I forgot to mention that as well as Rogue Trader, Stuart and I played a bit of the pithily-titled The Lord of the Rings Strategy Battle Game the other day.

It's a fun game, that seems to scale well from small scenarios to full battles without breaking. There's some Warhammer DNA in the rules, as you'd expect, but also some innovations and simplifications that almost look like they are prefiguring Age of Sigmar if you squint. A bit. Ish. It's worth a look even if you're not into Lord of the Rings; Stuart has used it to run old Warhammer campaigns with considerable success.

You can ready Stuart's summary of our game(s) here so I won't rehash the details, but I will mention that I did manage to win the scenario when we swapped ends and played it the second time. I always lose LotR games, so I'm happy with that.

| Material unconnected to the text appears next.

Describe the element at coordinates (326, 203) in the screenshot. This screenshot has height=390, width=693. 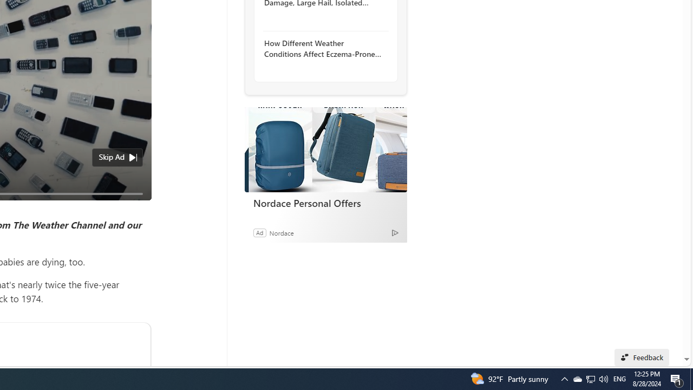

Neither of our attempts at the scenario matched the events of the book -- or even the film! -- but I must admit that I did game the system to scrape my win. I knew that Frodo had to escape for the hobbits to succeed, and I also knew that he and Sam had better game statistics than Ant and Dec Merry and Pippin, so it made sense to get Frodo on to the ferry as soon as possible and use Sam as a blocker, with the other two hobbits as support.

The scenarios are set up so that something like the canon sequence of events occur, but I was concerned only with winning and to heck with the Professor's intended story! In "my" Lord of the Rings, Frodo and Merry-or-Pippin escaped, and Sam and Pippin-or-Merry were -- probably -- shanked to death by frustrated Nazgûl on the bank of the Brandywine. So sad. Please send flowers.

This of course got me thinking about how Frodo's story would unfold with two of his friends dead-by-ringwraith. Would he even get to Rivendell? Would he go to Mordor on his own? Would the Ring -- or Gollum -- destroy Frodo without Sam there to defend him?

(If it were up to me, dependable working class hero Sam would leave landowning toff Frodo to his death and scarper with the Ring, but there's only so far you can eat the rich twist the expected outcome.)

I surprised myself a bit with this pondering, as while I'm familiar with this sort of "what if?" thought experiment, I don't think I'd ever applied it to Tolkien before. Although some have.

Part of me would like to play this alternate timeline out and see where it goes. Perhaps that's a project for another day.